Award honors deceased alumna
The inaugural Marina Keegan Award for Excellence in Playwriting was presented in April to Nicole Davis ’13 at a ceremony in the Saybrook College library. The award honors Marina Keegan ’12 (SY), the playwright, essayist, fiction writer, and activist, who died in a car accident only days after she graduated last year.
A celebration of Keegan’s life and creative spirit, the event was timed to take place while many of her friends, notably in this year’s graduating class, were still on campus. Her parents, Tracy and Kevin Keegan, and three of her Yale teachers and mentors—Anne Fadiman, Donald Margulies, and Deb Margolin—offered remarks.
Keegan wrote several plays. Her musical Independents was chosen by the New York International Fringe Festival for a full-scale production. Another play, Utility Monster, will be performed May 25–June 22 at Wellfleet Harbor Actors Theater, in Keegan’s hometown on Cape Cod. Perhaps her most memorable work is “The Opposite of Loneliness,” a piece she wrote for her classmates on the eve of their graduation.
Alumna wins Gates scholarship
Naomi Woo ’12 (BR), a double major in music and mathematics & philosophy currently completing a master’s degree at the Yale School of Music, has been awarded a 2013 Gates scholarship for postgraduate study at the University of Cambridge. Woo, a Canadian—considered for the scholarship in a later round than her American peers—is the third student from Yale to receive the prestigious honor this year. She will pursue music studies at the University of Cambridge next year.
Senior awarded Soros fellowship
Sejal Hathi ’13 (BR) is among this year’s winners of the Paul and Daisy Soros Fellowships for New Americans. Hathi, a US Presidential Scholar and a Truman Scholar, graduated this May with a BS in molecular biology. An advocate for women’s rights, she has been recognized by Newsweek (150 Women who Shake the World), Forbes magazine (30 under 30 honorees), and the National Jefferson Awards for Public Service. She plans to earn her MD at Stanford Medical School and then work in medical entrepreneurship, international women’s health, and social innovation.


▶ [Work request]: In the listing below, find each line containing "Center" and report it.

▶ [Data under study]:
--------------------------------------------------
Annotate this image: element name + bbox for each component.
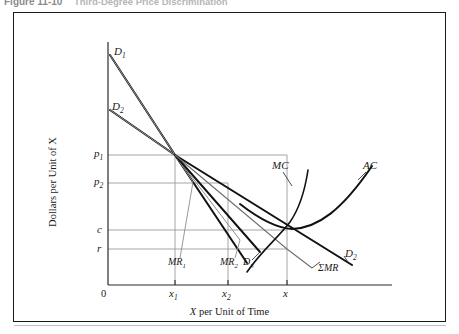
leader-MC xyxy=(283,172,292,186)
y-axis-title: Dollars per Unit of X xyxy=(47,122,58,242)
curve-AC xyxy=(240,166,372,229)
label-AC: AC xyxy=(363,160,377,171)
label-MR1: MR1 xyxy=(168,257,186,270)
label-D1: D1 xyxy=(114,46,126,60)
ytick-p1: p1 xyxy=(94,148,103,162)
label-D2-right: D2 xyxy=(345,248,357,262)
label-sum-MR: ΣMR xyxy=(318,263,338,273)
curve-MC xyxy=(247,170,308,272)
bottom-rule xyxy=(14,325,446,326)
ytick-p2: p2 xyxy=(94,176,103,190)
x-axis-title-text: per Unit of Time xyxy=(196,306,269,317)
ytick-c: c xyxy=(97,224,102,235)
origin-label: 0 xyxy=(101,288,106,299)
xtick-x: x xyxy=(283,288,288,299)
label-MC: MC xyxy=(272,160,289,171)
label-MR2: MR2 xyxy=(220,257,238,270)
curve-SumMR xyxy=(175,155,312,268)
ytick-r: r xyxy=(97,243,101,254)
leader-MR1 xyxy=(180,182,193,258)
label-D2-left: D2 xyxy=(112,101,124,115)
x-axis-title: X per Unit of Time xyxy=(0,306,459,317)
curve-D2 xyxy=(110,110,352,265)
xtick-x1: x1 xyxy=(169,288,178,302)
label-D3: D3 xyxy=(243,257,254,270)
chart-plot-area xyxy=(0,0,459,334)
xtick-x2: x2 xyxy=(222,288,231,302)
axis-ticks xyxy=(175,280,287,285)
figure-page: Figure 11-10 Third-Degree Price Discrimi… xyxy=(0,0,459,334)
curve-D3 xyxy=(175,155,260,252)
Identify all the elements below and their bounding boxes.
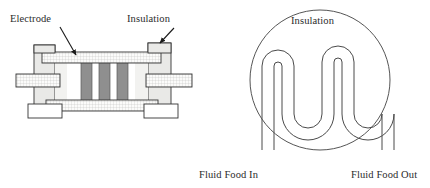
left-panel-figure: [0, 0, 430, 188]
diagram-canvas: Electrode Insulation Insulation Fluid Fo…: [0, 0, 430, 188]
upper-electrode-plate: [42, 52, 161, 63]
lower-electrode-plate: [46, 100, 158, 111]
electrode-bar: [117, 60, 128, 102]
electrode-leader-arrow: [60, 27, 76, 55]
label-electrode: Electrode: [10, 13, 51, 24]
insulation-circle: [250, 10, 390, 150]
electrode-bar: [81, 60, 92, 102]
electrode-bar: [99, 60, 110, 102]
label-insulation-left-panel: Insulation: [127, 13, 170, 24]
lower-left-base-block: [28, 104, 62, 118]
right-port-flange: [146, 74, 192, 87]
upper-left-cap-block: [34, 45, 55, 53]
insulation-leader-arrow: [160, 28, 174, 43]
electrode-bar-stack: [67, 58, 135, 104]
serpentine-tube-inner-wall: [274, 58, 394, 150]
label-fluid-food-out: Fluid Food Out: [351, 169, 417, 180]
lower-right-base-block: [144, 104, 178, 118]
right-panel-figure: [250, 10, 394, 150]
upper-right-cap-block: [148, 43, 171, 53]
label-fluid-food-in: Fluid Food In: [199, 169, 258, 180]
left-port-flange: [16, 74, 60, 87]
label-insulation-right-panel: Insulation: [291, 15, 334, 26]
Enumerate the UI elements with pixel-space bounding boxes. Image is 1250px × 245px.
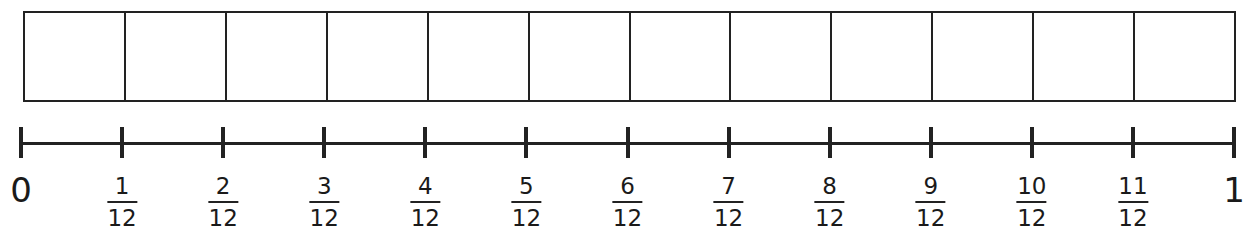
bar-cell	[530, 13, 631, 100]
fraction-denominator: 12	[409, 206, 442, 230]
bar-cell	[328, 13, 429, 100]
fraction-numerator: 8	[820, 174, 839, 198]
bar-cell	[832, 13, 933, 100]
fraction-numerator: 1	[113, 174, 132, 198]
tick-mark	[423, 127, 427, 158]
bar-cell	[631, 13, 732, 100]
fraction: 412	[409, 174, 442, 230]
tick-label-fraction: 812	[813, 174, 846, 230]
fraction-bar	[1017, 201, 1047, 203]
tick-mark	[221, 127, 225, 158]
fraction-numerator: 10	[1015, 174, 1048, 198]
fraction-bar	[714, 201, 744, 203]
tick-mark	[1232, 127, 1236, 158]
fraction-numerator: 7	[719, 174, 738, 198]
tick-mark	[19, 127, 23, 158]
bar-cell	[1034, 13, 1135, 100]
tick-mark	[727, 127, 731, 158]
tick-mark	[1030, 127, 1034, 158]
tick-label-fraction: 712	[712, 174, 745, 230]
fraction-denominator: 12	[308, 206, 341, 230]
fraction: 212	[207, 174, 240, 230]
fraction: 812	[813, 174, 846, 230]
tick-mark	[322, 127, 326, 158]
tick-label-fraction: 1112	[1116, 174, 1149, 230]
fraction-denominator: 12	[611, 206, 644, 230]
fraction-bar	[916, 201, 946, 203]
bar-cell	[933, 13, 1034, 100]
bar-cell	[25, 13, 126, 100]
fraction-numerator: 2	[214, 174, 233, 198]
fraction: 912	[914, 174, 947, 230]
fraction-numerator: 4	[416, 174, 435, 198]
fraction-bar	[107, 201, 137, 203]
fraction-denominator: 12	[105, 206, 138, 230]
tick-label-fraction: 112	[105, 174, 138, 230]
tick-mark	[1131, 127, 1135, 158]
tick-label-whole: 0	[10, 173, 32, 207]
fraction-bar	[815, 201, 845, 203]
fraction-bar	[208, 201, 238, 203]
bar-model	[23, 11, 1236, 102]
fraction-numerator: 3	[315, 174, 334, 198]
tick-label-fraction: 512	[510, 174, 543, 230]
fraction-denominator: 12	[914, 206, 947, 230]
bar-cell	[731, 13, 832, 100]
bar-cell	[227, 13, 328, 100]
tick-label-fraction: 312	[308, 174, 341, 230]
tick-mark	[828, 127, 832, 158]
fraction: 312	[308, 174, 341, 230]
tick-label-fraction: 612	[611, 174, 644, 230]
fraction: 112	[105, 174, 138, 230]
tick-label-fraction: 912	[914, 174, 947, 230]
tick-label-whole: 1	[1223, 173, 1245, 207]
tick-label-fraction: 1012	[1015, 174, 1048, 230]
fraction-numerator: 11	[1116, 174, 1149, 198]
fraction: 612	[611, 174, 644, 230]
fraction: 512	[510, 174, 543, 230]
fraction-numerator: 5	[517, 174, 536, 198]
fraction-bar	[613, 201, 643, 203]
bar-cell	[429, 13, 530, 100]
tick-mark	[626, 127, 630, 158]
fraction: 1012	[1015, 174, 1048, 230]
fraction-bar	[1118, 201, 1148, 203]
tick-mark	[929, 127, 933, 158]
tick-mark	[120, 127, 124, 158]
tick-label-fraction: 412	[409, 174, 442, 230]
tick-label-fraction: 212	[207, 174, 240, 230]
tick-mark	[524, 127, 528, 158]
fraction-numerator: 9	[921, 174, 940, 198]
fraction-denominator: 12	[1015, 206, 1048, 230]
fraction-denominator: 12	[207, 206, 240, 230]
fraction-denominator: 12	[813, 206, 846, 230]
fraction-bar	[511, 201, 541, 203]
fraction: 1112	[1116, 174, 1149, 230]
bar-cell	[1135, 13, 1234, 100]
fraction-denominator: 12	[510, 206, 543, 230]
fraction-diagram: 0112212312412512612712812912101211121	[0, 0, 1250, 245]
fraction: 712	[712, 174, 745, 230]
fraction-bar	[309, 201, 339, 203]
fraction-bar	[410, 201, 440, 203]
fraction-numerator: 6	[618, 174, 637, 198]
bar-cell	[126, 13, 227, 100]
fraction-denominator: 12	[712, 206, 745, 230]
fraction-denominator: 12	[1116, 206, 1149, 230]
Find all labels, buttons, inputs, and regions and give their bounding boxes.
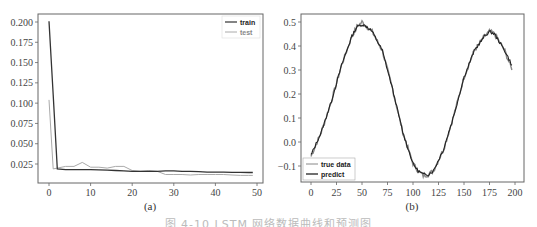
x-tick-label: 25: [332, 187, 342, 198]
legend-b: true data predict: [303, 158, 355, 180]
axes-frame-b: [301, 14, 524, 182]
figure-canvas: 0.0250.0500.0750.1000.1250.1500.1750.200…: [0, 0, 537, 227]
x-tick-label: 175: [482, 187, 497, 198]
axes-frame-a: [38, 14, 263, 183]
x-tick-label: 150: [457, 187, 472, 198]
y-tick-label: 0.025: [11, 159, 34, 170]
x-tick-label: 0: [47, 187, 52, 198]
x-axis-a: 01020304050: [47, 183, 263, 198]
x-tick-label: 10: [86, 187, 96, 198]
x-tick-label: 100: [406, 187, 421, 198]
x-axis-b: 0255075100125150175200: [309, 182, 523, 198]
y-tick-label: 0.175: [11, 37, 34, 48]
figure-caption: 图 4-10 LSTM 网络数据曲线和预测图: [0, 215, 537, 227]
y-tick-label: 0.4: [284, 41, 297, 52]
legend-label-predict: predict: [321, 171, 345, 179]
legend-a: train test: [222, 16, 260, 38]
x-tick-label: 30: [169, 187, 179, 198]
loss-chart: 0.0250.0500.0750.1000.1250.1500.1750.200…: [11, 14, 264, 213]
legend-label-true-data: true data: [321, 161, 351, 168]
legend-label-test: test: [240, 29, 253, 36]
y-tick-label: −0.1: [278, 161, 296, 172]
x-tick-label: 50: [252, 187, 262, 198]
x-tick-label: 50: [357, 187, 367, 198]
x-tick-label: 75: [383, 187, 393, 198]
subfigure-label-a: (a): [144, 200, 157, 213]
y-axis-b: −0.10.00.10.20.30.40.5: [278, 17, 301, 172]
y-tick-label: 0.075: [11, 118, 34, 129]
y-tick-label: 0.150: [11, 57, 34, 68]
y-tick-label: 0.200: [11, 17, 34, 28]
y-tick-label: 0.1: [284, 113, 297, 124]
x-tick-label: 40: [210, 187, 220, 198]
prediction-chart: −0.10.00.10.20.30.40.5 02550751001251501…: [278, 14, 524, 213]
y-axis-a: 0.0250.0500.0750.1000.1250.1500.1750.200: [11, 17, 39, 170]
y-tick-label: 0.100: [11, 98, 34, 109]
subfigure-label-b: (b): [406, 200, 419, 213]
x-tick-label: 20: [127, 187, 137, 198]
x-tick-label: 125: [431, 187, 446, 198]
y-tick-label: 0.5: [284, 17, 297, 28]
legend-label-train: train: [240, 19, 255, 26]
y-tick-label: 0.3: [284, 65, 297, 76]
y-tick-label: 0.2: [284, 89, 297, 100]
x-tick-label: 0: [309, 187, 314, 198]
y-tick-label: 0.0: [284, 137, 297, 148]
x-tick-label: 200: [508, 187, 523, 198]
y-tick-label: 0.050: [11, 138, 34, 149]
y-tick-label: 0.125: [11, 77, 34, 88]
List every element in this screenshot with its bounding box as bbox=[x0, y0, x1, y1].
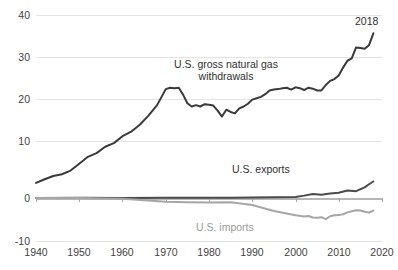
series-line-exports bbox=[36, 182, 373, 198]
series-label-exports: U.S. exports bbox=[232, 163, 290, 175]
series-label-withdrawals-line2: withdrawals bbox=[156, 70, 296, 82]
series-line-imports bbox=[36, 198, 373, 219]
annotation-end-year: 2018 bbox=[355, 15, 378, 27]
series-label-withdrawals-line1: U.S. gross natural gas bbox=[156, 58, 296, 70]
series-line-withdrawals bbox=[36, 33, 373, 183]
series-label-withdrawals: U.S. gross natural gas withdrawals bbox=[156, 58, 296, 82]
series-label-imports: U.S. imports bbox=[196, 221, 254, 233]
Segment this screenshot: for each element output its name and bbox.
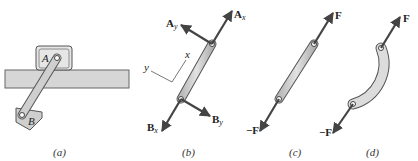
panel-b: Ax Ay Bx By x y (b): [143, 8, 246, 159]
caption-a: (a): [53, 146, 66, 159]
pin-b: [20, 113, 25, 118]
axis-label-x: x: [184, 48, 190, 60]
label-bx: Bx: [147, 121, 158, 135]
label-a: A: [41, 52, 49, 64]
label-neg-f: −F: [246, 124, 259, 136]
arrow-ax: [212, 11, 232, 44]
label-f: F: [403, 12, 410, 24]
label-ax: Ax: [234, 8, 246, 22]
caption-b: (b): [182, 146, 195, 159]
curved-member: [353, 48, 384, 104]
caption-d: (d): [366, 146, 379, 159]
arrow-bx: [162, 99, 181, 131]
arrow-f: [314, 13, 333, 44]
arrow-by: [181, 99, 210, 116]
arrow-ay: [181, 25, 212, 44]
rail: [5, 70, 129, 88]
axis-label-y: y: [143, 61, 149, 73]
arrow-neg-f: [260, 99, 279, 131]
pin-a: [55, 56, 60, 61]
two-force-member-figure: A B (a) Ax Ay Bx By x y (b) F −F (c): [0, 0, 418, 161]
label-neg-f: −F: [319, 126, 332, 138]
arrow-f: [381, 17, 400, 48]
panel-a: A B (a): [5, 46, 129, 159]
label-ay: Ay: [166, 17, 178, 31]
axes-xy: [151, 60, 186, 82]
panel-d: F −F (d): [319, 12, 410, 159]
arrow-neg-f: [333, 104, 353, 133]
caption-c: (c): [289, 146, 302, 159]
member-c: [279, 44, 314, 99]
label-f: F: [335, 9, 342, 21]
label-b: B: [28, 115, 35, 127]
label-by: By: [212, 113, 223, 127]
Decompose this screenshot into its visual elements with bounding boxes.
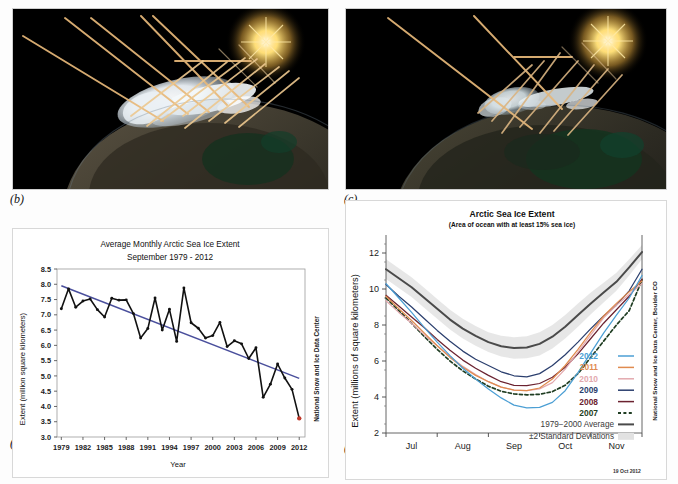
chart-a-x-tick: 2003 bbox=[226, 443, 242, 452]
chart-a-credit: National Snow and Ice Data Center bbox=[313, 316, 320, 422]
chart-d-legend-label: 2012 bbox=[579, 351, 598, 361]
chart-a-x-tick: 2006 bbox=[248, 443, 264, 452]
chart-a-x-tick: 1985 bbox=[96, 443, 112, 452]
chart-d-y-tick: 12 bbox=[369, 248, 379, 258]
chart-d-y-tick: 8 bbox=[374, 320, 379, 330]
panel-c-image bbox=[345, 8, 667, 190]
chart-a-x-tick: 2009 bbox=[269, 443, 285, 452]
chart-d-x-tick: Sep bbox=[506, 441, 522, 451]
chart-a-y-tick: 6.5 bbox=[41, 326, 51, 335]
chart-a-plot-area: 3.03.54.04.55.05.56.06.57.07.58.08.51979… bbox=[41, 265, 308, 452]
chart-a-x-tick: 1991 bbox=[140, 443, 156, 452]
high-albedo-earth-illustration bbox=[13, 9, 328, 189]
average-monthly-arctic-sea-ice-extent-chart: Average Monthly Arctic Sea Ice Extent Se… bbox=[13, 229, 328, 477]
chart-d-x-tick: Aug bbox=[455, 441, 471, 451]
panel-b-image bbox=[12, 8, 329, 190]
chart-a-y-tick: 3.5 bbox=[41, 417, 51, 426]
chart-d-y-tick: 6 bbox=[374, 356, 379, 366]
chart-d-y-tick: 10 bbox=[369, 284, 379, 294]
chart-d-y-axis-label: Extent (millions of square kilometers) bbox=[349, 274, 360, 428]
panel-label-b: (b) bbox=[10, 192, 24, 207]
arctic-sea-ice-extent-seasonal-chart: Arctic Sea Ice Extent (Area of ocean wit… bbox=[346, 201, 666, 479]
chart-a-y-tick: 5.5 bbox=[41, 356, 51, 365]
chart-a-y-tick: 7.5 bbox=[41, 295, 51, 304]
chart-a-x-tick: 2000 bbox=[204, 443, 220, 452]
chart-a-y-tick: 8.0 bbox=[41, 280, 51, 289]
chart-a-y-tick: 3.0 bbox=[41, 433, 51, 442]
chart-d-legend-label: 2009 bbox=[579, 385, 598, 395]
chart-a-x-tick: 1997 bbox=[183, 443, 199, 452]
panel-a-chart: Average Monthly Arctic Sea Ice Extent Se… bbox=[12, 228, 329, 478]
chart-a-y-tick: 4.5 bbox=[41, 387, 51, 396]
figure-root: (b) (c) (a) (d) Average Monthly Arctic S… bbox=[0, 0, 678, 484]
chart-a-y-tick: 4.0 bbox=[41, 402, 51, 411]
panel-d-chart: Arctic Sea Ice Extent (Area of ocean wit… bbox=[345, 200, 667, 480]
chart-d-y-tick: 2 bbox=[374, 428, 379, 438]
chart-a-x-tick: 1994 bbox=[161, 443, 178, 452]
chart-d-legend-label: 2008 bbox=[579, 397, 598, 407]
chart-d-legend-label: 2010 bbox=[579, 374, 598, 384]
chart-d-y-tick: 4 bbox=[374, 392, 379, 402]
chart-a-title: Average Monthly Arctic Sea Ice Extent bbox=[100, 240, 240, 249]
low-albedo-earth-illustration bbox=[346, 9, 666, 189]
chart-d-legend-label: ±2 Standard Deviations bbox=[529, 432, 614, 441]
chart-a-subtitle: September 1979 - 2012 bbox=[127, 253, 213, 262]
chart-d-x-tick: Nov bbox=[608, 441, 625, 451]
chart-d-x-tick: Oct bbox=[558, 441, 573, 451]
chart-d-title: Arctic Sea Ice Extent bbox=[469, 209, 554, 219]
chart-d-credit: National Snow and Ice Data Center, Bould… bbox=[651, 281, 658, 421]
chart-a-x-tick: 1988 bbox=[118, 443, 134, 452]
chart-d-x-tick: Jul bbox=[406, 441, 418, 451]
chart-d-legend-label: 1979−2000 Average bbox=[541, 420, 615, 429]
chart-a-y-tick: 5.0 bbox=[41, 372, 51, 381]
chart-a-y-tick: 6.0 bbox=[41, 341, 51, 350]
chart-d-datestamp: 19 Oct 2012 bbox=[613, 468, 641, 474]
chart-a-x-tick: 1982 bbox=[75, 443, 91, 452]
chart-d-legend-label: 2007 bbox=[579, 408, 598, 418]
chart-a-y-tick: 8.5 bbox=[41, 265, 51, 274]
chart-a-x-tick: 2012 bbox=[291, 443, 307, 452]
chart-a-y-axis-label: Extent (million square kilometers) bbox=[18, 312, 27, 425]
chart-d-subtitle: (Area of ocean with at least 15% sea ice… bbox=[449, 221, 575, 229]
chart-d-legend-label: 2011 bbox=[580, 362, 599, 372]
chart-a-x-tick: 1979 bbox=[53, 443, 69, 452]
chart-a-x-axis-label: Year bbox=[170, 460, 186, 469]
chart-a-y-tick: 7.0 bbox=[41, 310, 51, 319]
--------------------------------------------------
▶ [Result for this exercise]:
chart-a-credit: National Snow and Ice Data Center bbox=[313, 316, 320, 422]
chart-d-credit: National Snow and Ice Data Center, Bould… bbox=[651, 281, 658, 421]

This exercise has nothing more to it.